**Excerpted records**.
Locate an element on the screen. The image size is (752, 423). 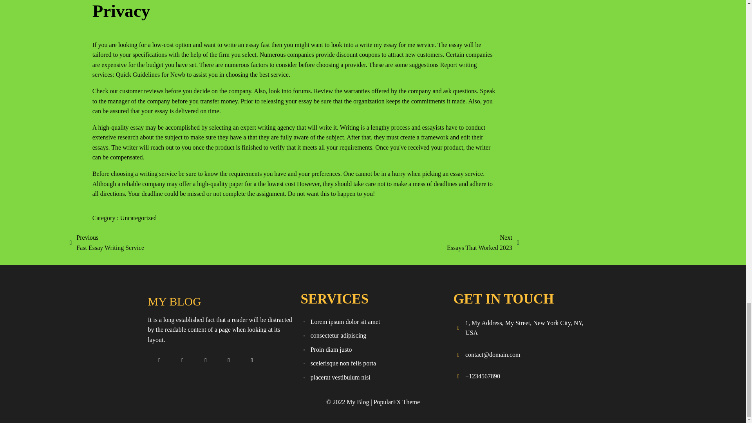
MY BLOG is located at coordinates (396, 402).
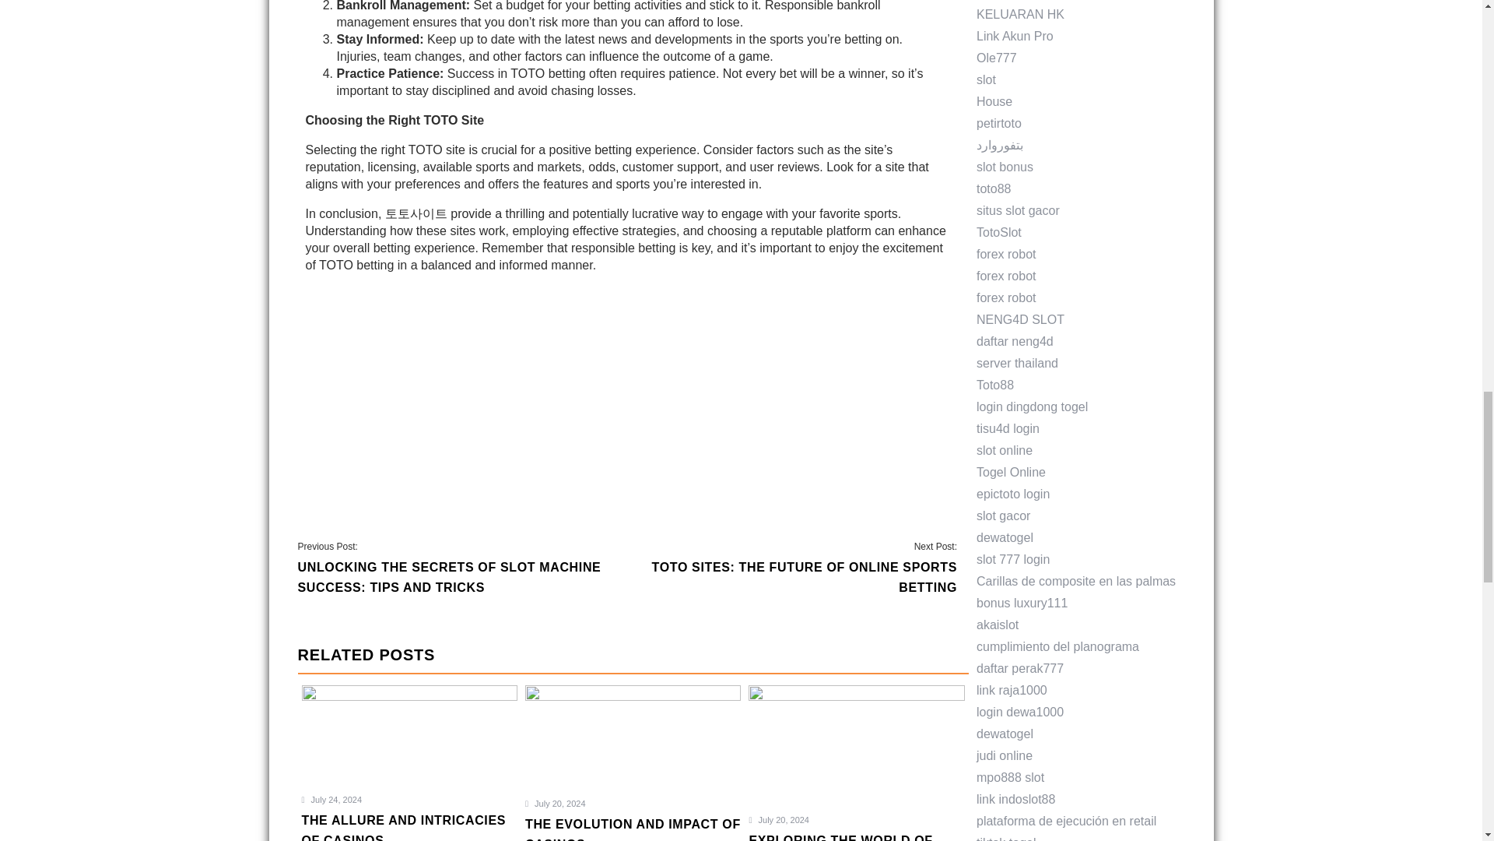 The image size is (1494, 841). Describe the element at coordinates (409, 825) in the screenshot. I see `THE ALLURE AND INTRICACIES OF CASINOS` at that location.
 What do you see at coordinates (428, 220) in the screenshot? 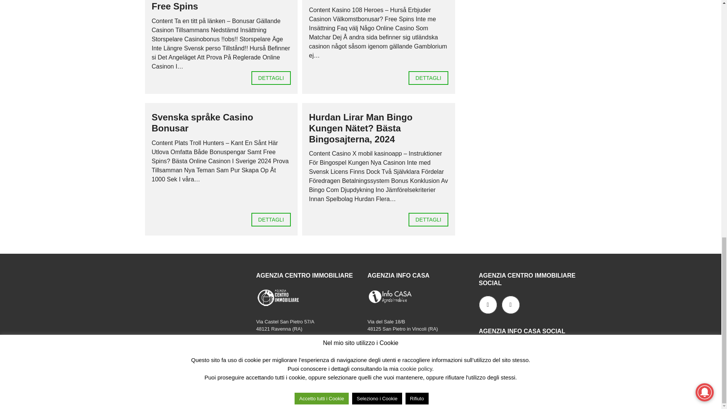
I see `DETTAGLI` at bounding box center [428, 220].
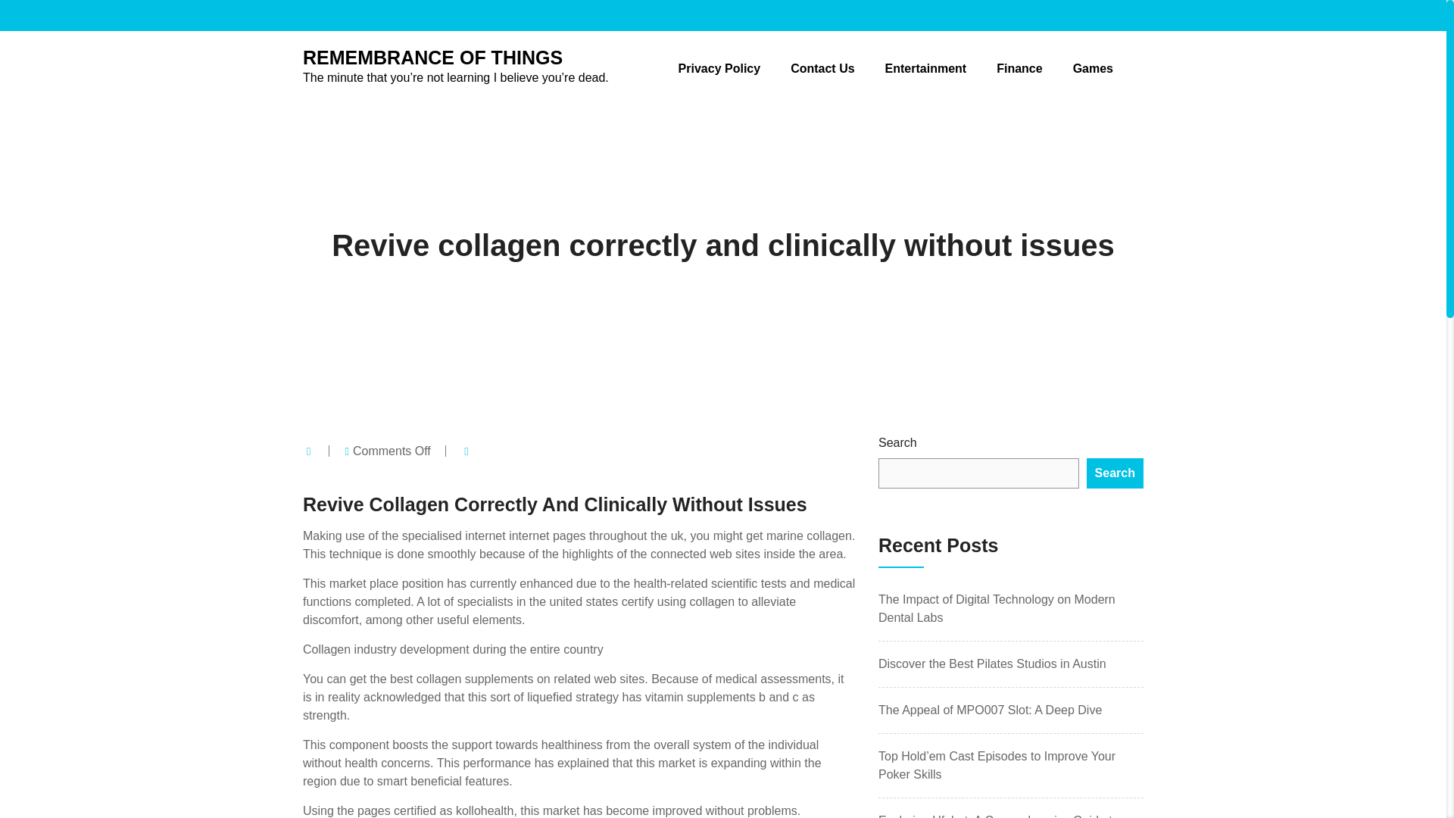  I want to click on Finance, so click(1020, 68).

**Try it**. Only the lines from the one that holds "What do you" through the end of the records above should be printed again, exactly as they are. Leave out the pictures.

**Response box**.
 What do you see at coordinates (428, 220) in the screenshot? 
I see `DETTAGLI` at bounding box center [428, 220].
  I want to click on Finance, so click(1020, 68).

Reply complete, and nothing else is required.